Shannon Dininny Associated Press

YAKIMA – Work to build a massive waste treatment plant at south-central Washington’s Hanford Nuclear Reservation will ramp up again within 30 days, the U.S. Department of Energy said Tuesday.

The news comes nearly two years after federal officials slowed, then halted, construction on parts of the $12.2 billion plant amid escalating costs, seismic concerns and technical problems.

The return to full construction follows extensive analysis of new data collected from deep holes drilled at the site last year to analyze the plant’s ability to withstand a severe earthquake.

“This certification marks the end of a two-year project to plan, collect and analyze new geological data necessary to complete the design and construction of one of the largest and most complex nuclear facilities in the DOE,” said Jim Rispoli, assistant secretary of energy for environmental management.

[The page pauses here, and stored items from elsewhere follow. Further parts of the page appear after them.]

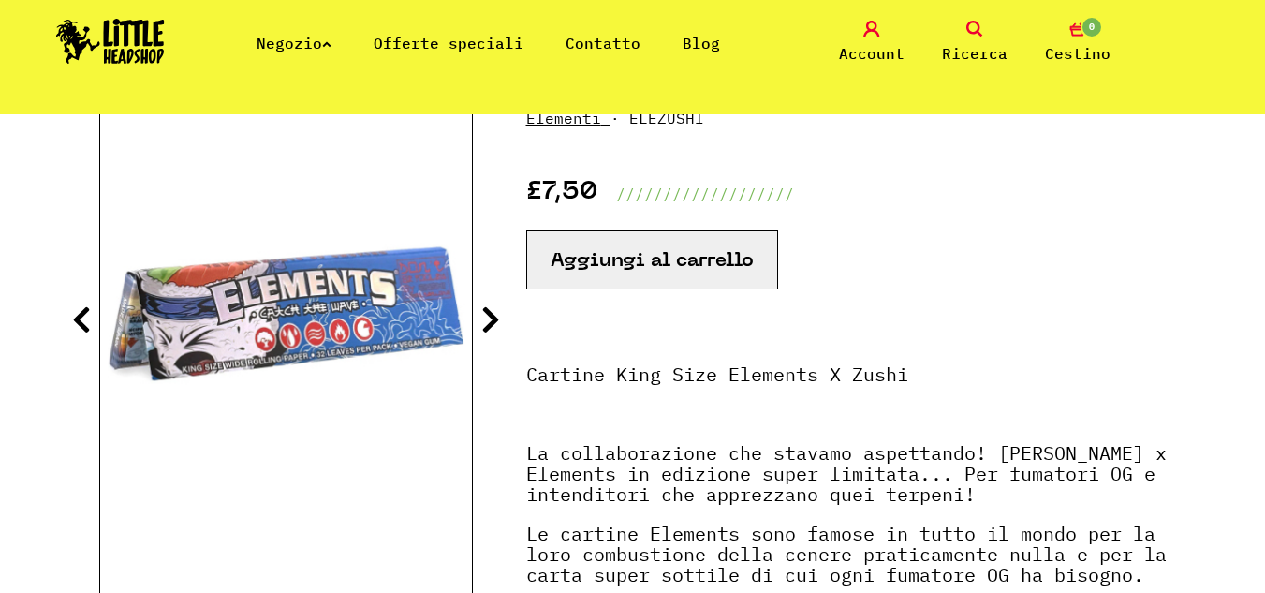  What do you see at coordinates (603, 43) in the screenshot?
I see `a: Contatto` at bounding box center [603, 43].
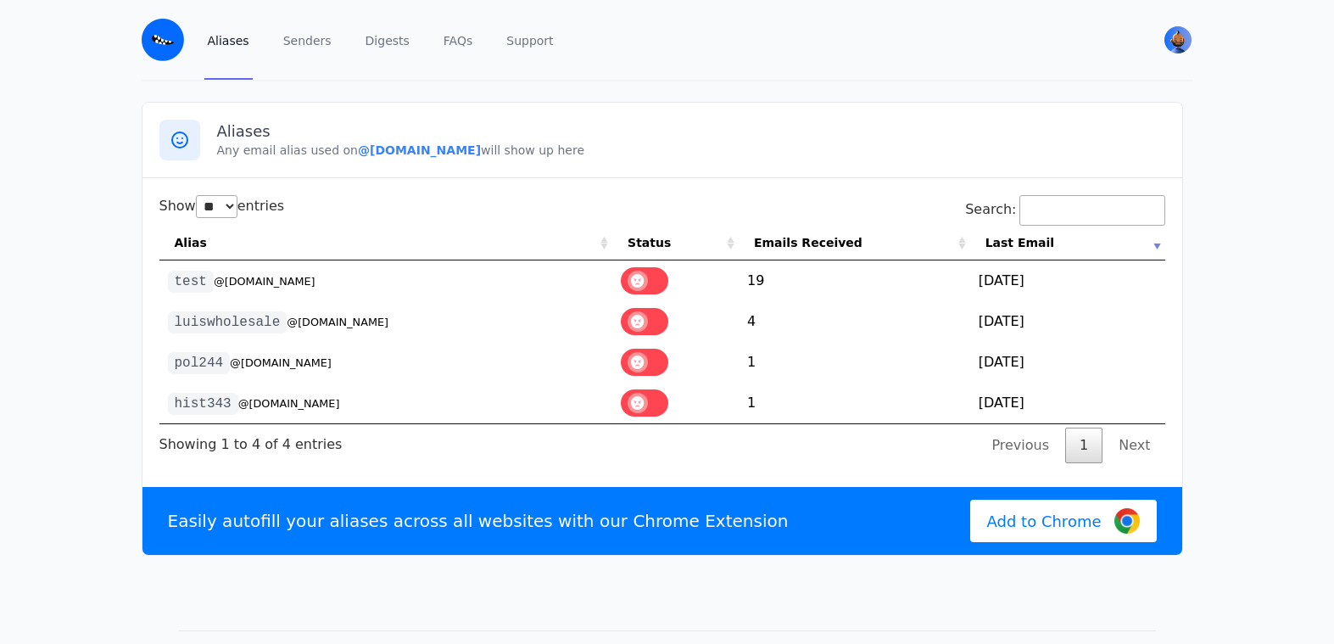 The image size is (1334, 644). Describe the element at coordinates (854, 243) in the screenshot. I see `th: Emails Received: activate to sort column ascending` at that location.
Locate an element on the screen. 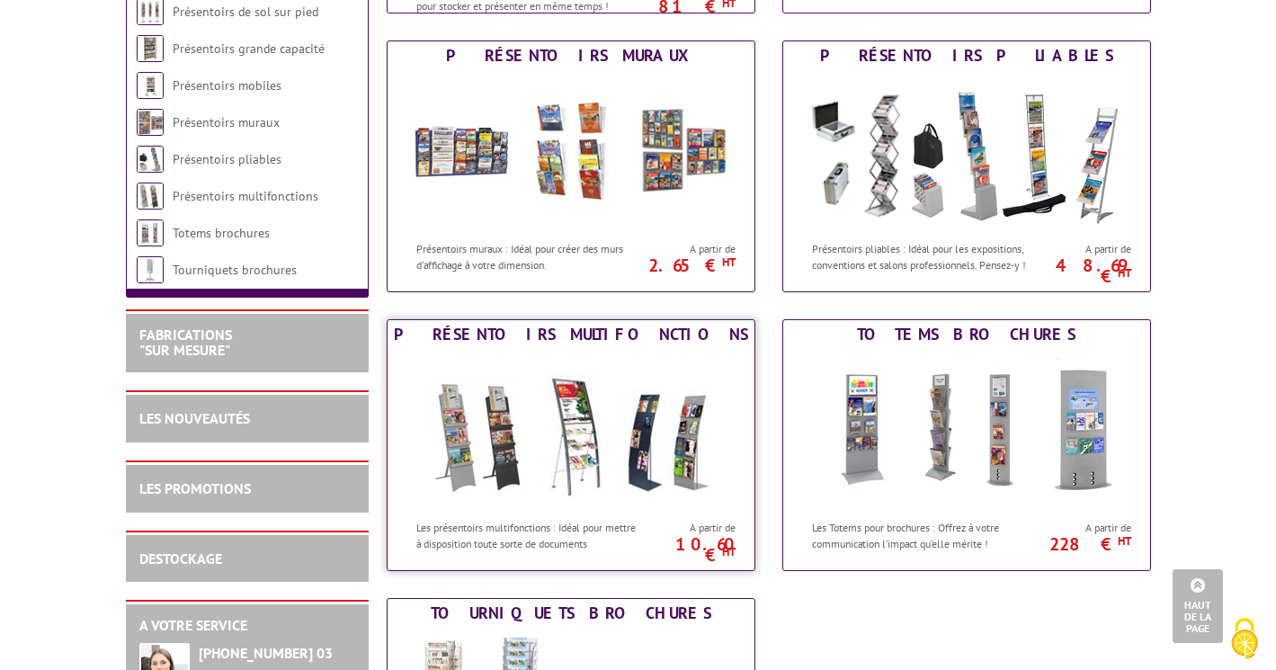  img: Présentoirs grande capacité is located at coordinates (150, 49).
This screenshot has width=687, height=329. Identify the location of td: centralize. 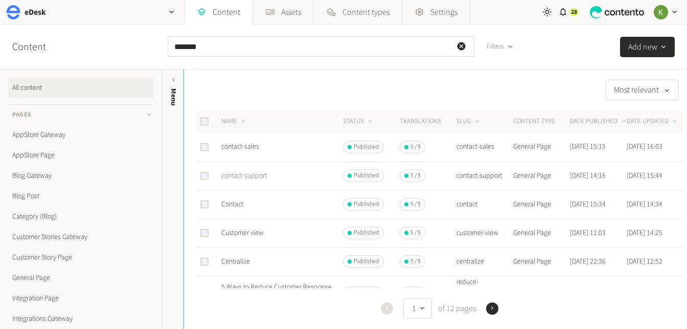
(484, 262).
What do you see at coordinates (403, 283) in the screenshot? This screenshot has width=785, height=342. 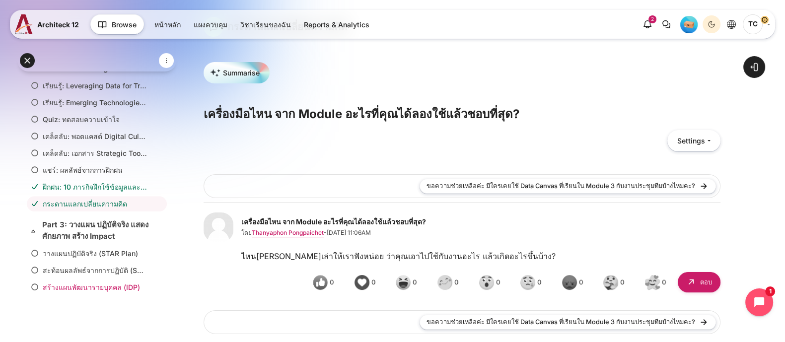 I see `img: Haha reaction-icon-img-inactive` at bounding box center [403, 283].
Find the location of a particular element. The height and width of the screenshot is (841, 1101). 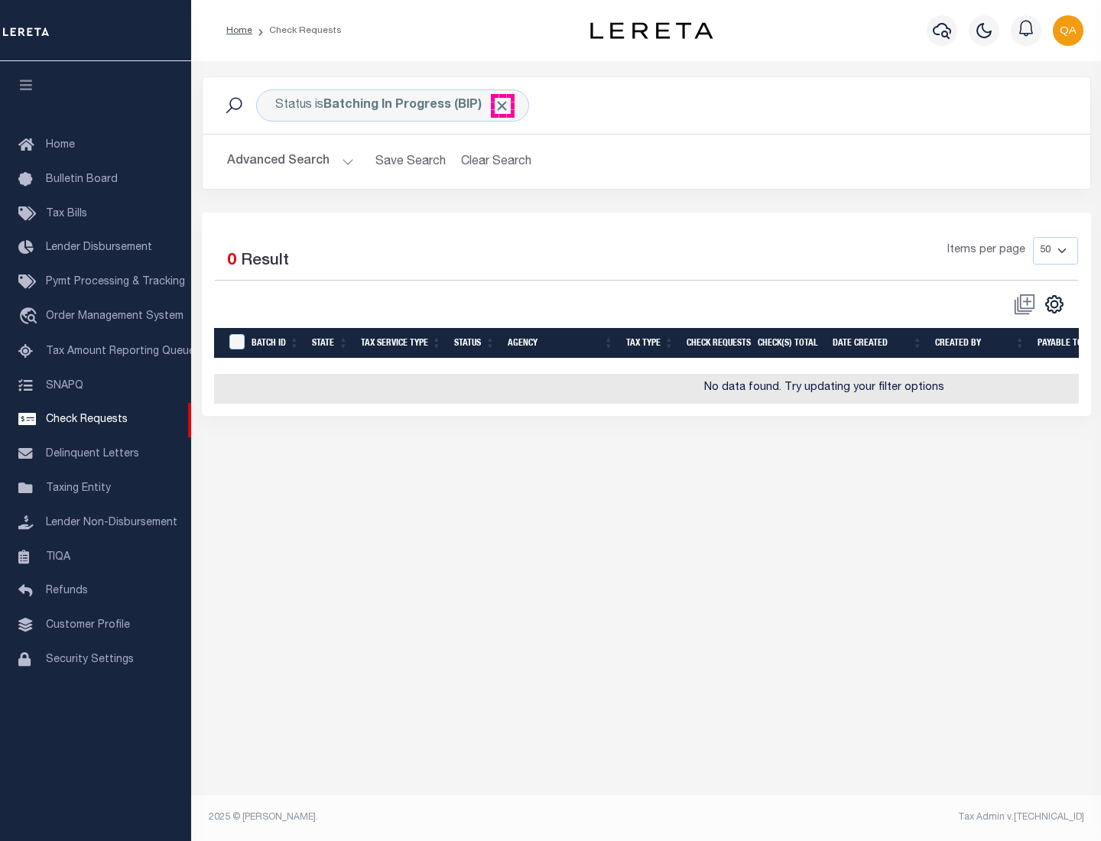

span: Security Settings is located at coordinates (89, 660).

The federal government created Hanford in the 1940s as part of the top-secret Manhattan Project to build the atomic bomb. Today, it is the nation’s most contaminated nuclear site, with cleanup costs expected to top $50 billion.

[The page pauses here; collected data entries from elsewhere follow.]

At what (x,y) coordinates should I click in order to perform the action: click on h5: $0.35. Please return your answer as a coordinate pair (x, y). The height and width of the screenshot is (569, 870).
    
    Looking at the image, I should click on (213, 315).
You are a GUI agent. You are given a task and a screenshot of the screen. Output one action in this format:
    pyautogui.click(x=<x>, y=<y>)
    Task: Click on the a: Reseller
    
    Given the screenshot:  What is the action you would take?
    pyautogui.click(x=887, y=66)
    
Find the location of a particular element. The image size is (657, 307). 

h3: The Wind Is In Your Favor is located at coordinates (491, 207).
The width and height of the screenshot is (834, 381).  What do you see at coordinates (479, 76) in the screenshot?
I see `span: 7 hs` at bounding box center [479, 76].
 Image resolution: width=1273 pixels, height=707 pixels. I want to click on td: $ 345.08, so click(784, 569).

The cornerstone of cleanup is the so-called vitrification plant, which is being designed to convert millions of gallons of radioactive waste to glasslike logs for permanent disposal underground.

In 2002, the Defense Nuclear Facilities Safety Board raised concerns that the department’s seismic review of the plant site was inadequate.

A subsequent review in 2004 found that the force of the ground movements at the site during a worst-case-scenario earthquake would be 38 percent greater than previously estimated.

The department ordered contractor Bechtel National to increase the seismic design criteria by 38 percent. The latest review, certified to Congress on Tuesday, upheld those criteria.